Chest pain clinics launched in Manipal

October 29, 2015 12:00 am | Updated 05:36 am IST - Manipal:

The Kasturba Medical College (KMC) and Philips Healthcare announced the launch of the State’s first set of chest pain clinics here.

Addressing presspersons here on Wednesday, Srinivas Prasad, CEO, Philips Innovation Campus, said the clinics will enable small hospitals and nursing homes in and around Manipal to provide timely and quality emergency cardiac care to citizens, and save more lives.

While cardiovascular diseases have quadrupled in the last 40 years, it’s a known fact that 50 per cent of the affected patients arrived too late for appropriate treatment. If the patient received treatment within one hour of the attack — called ‘the golden hour’ — the possibilities of saving his/her life would increase manifold.

The chest pain clinics will be operated under the ‘hub and spoke’ model and will include five ‘spoke’ hospitals (chest pain clinics) and one ‘hub’ hospital (KMC). Each clinic will be a small healthcare facility equipped with Philips Efficia ECG-100 systems to wirelessly transmit ECG reports of patients in real time from the ‘spokes’ (chest pain clinics) to the ‘hub’ (KMC).
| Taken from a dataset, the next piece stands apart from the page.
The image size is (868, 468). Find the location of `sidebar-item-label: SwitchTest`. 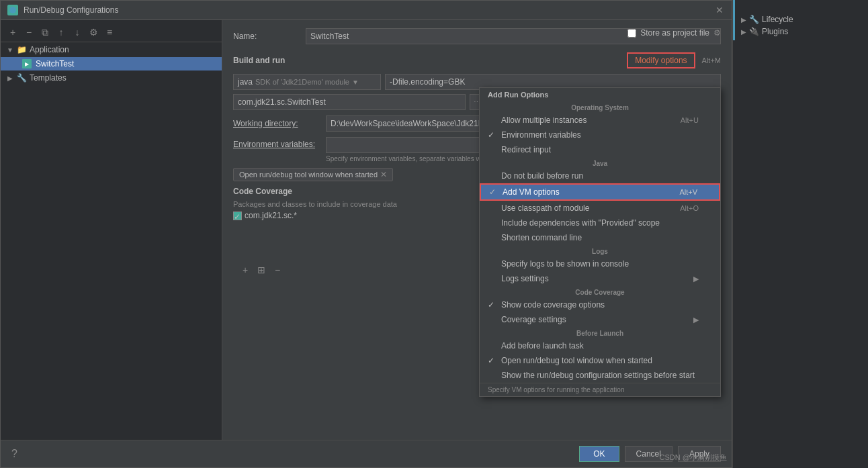

sidebar-item-label: SwitchTest is located at coordinates (55, 64).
Once a patient is confirmed as suffering from a Myocardial Infarction, known as a heart attack, he/she would be immediately transported via ambulance from the clinic to the KMC, for primary Percutaneous Coronary Intervention (PCI) within the golden hour.

The clinics, led by doctors, are located in five places in and around Manipal. They are Avinash/Ranjitha at Malpe Urban Health Centre; Kirthinath Ballal at Dr. T.M.A. Pai Rotary Hospital, Karkala; Vijaya Lakshmi at Hirebettu Primary Health Centre; Narasimha Nayak at Hebri Community Health Centre; and Manmohan Shetty, an Ayurvedic general practitioner at Kukkikatte.
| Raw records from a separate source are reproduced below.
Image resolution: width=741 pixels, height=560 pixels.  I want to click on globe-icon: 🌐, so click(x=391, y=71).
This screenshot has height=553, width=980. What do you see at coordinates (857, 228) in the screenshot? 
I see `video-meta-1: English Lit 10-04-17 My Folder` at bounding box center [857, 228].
Philips Healthcare will support the KMC with training the staff, recording and storing all ECG related data, developing protocols and periodic review of data. “Together with KMC, we are proud to launch the State’s first set of chest pain clinics,” Mr. Prasad said.

Ranjan Shetty, Head of the Department of Cardiology, KMC, said cardiac mortality was high in suburbs and rural areas because of unavailability of required infrastructure making saving lives difficult. For a cardiac patient to be treated in time, diagnosis and treatment should begin in 7 to 8 minutes. However, in most cases, time was wasted due to lack of adequate infrastructure. Another problem was that without access to ECG reports, it took time for the doctor to aptly diagnose the reason for sickness. “These chest pain clinics will help doctors save diagnosis time by accurately identifying high-risk patients. Once an issue is identified, the hospital can prepare to receive the patient and treatment can begin without any delay,” he said.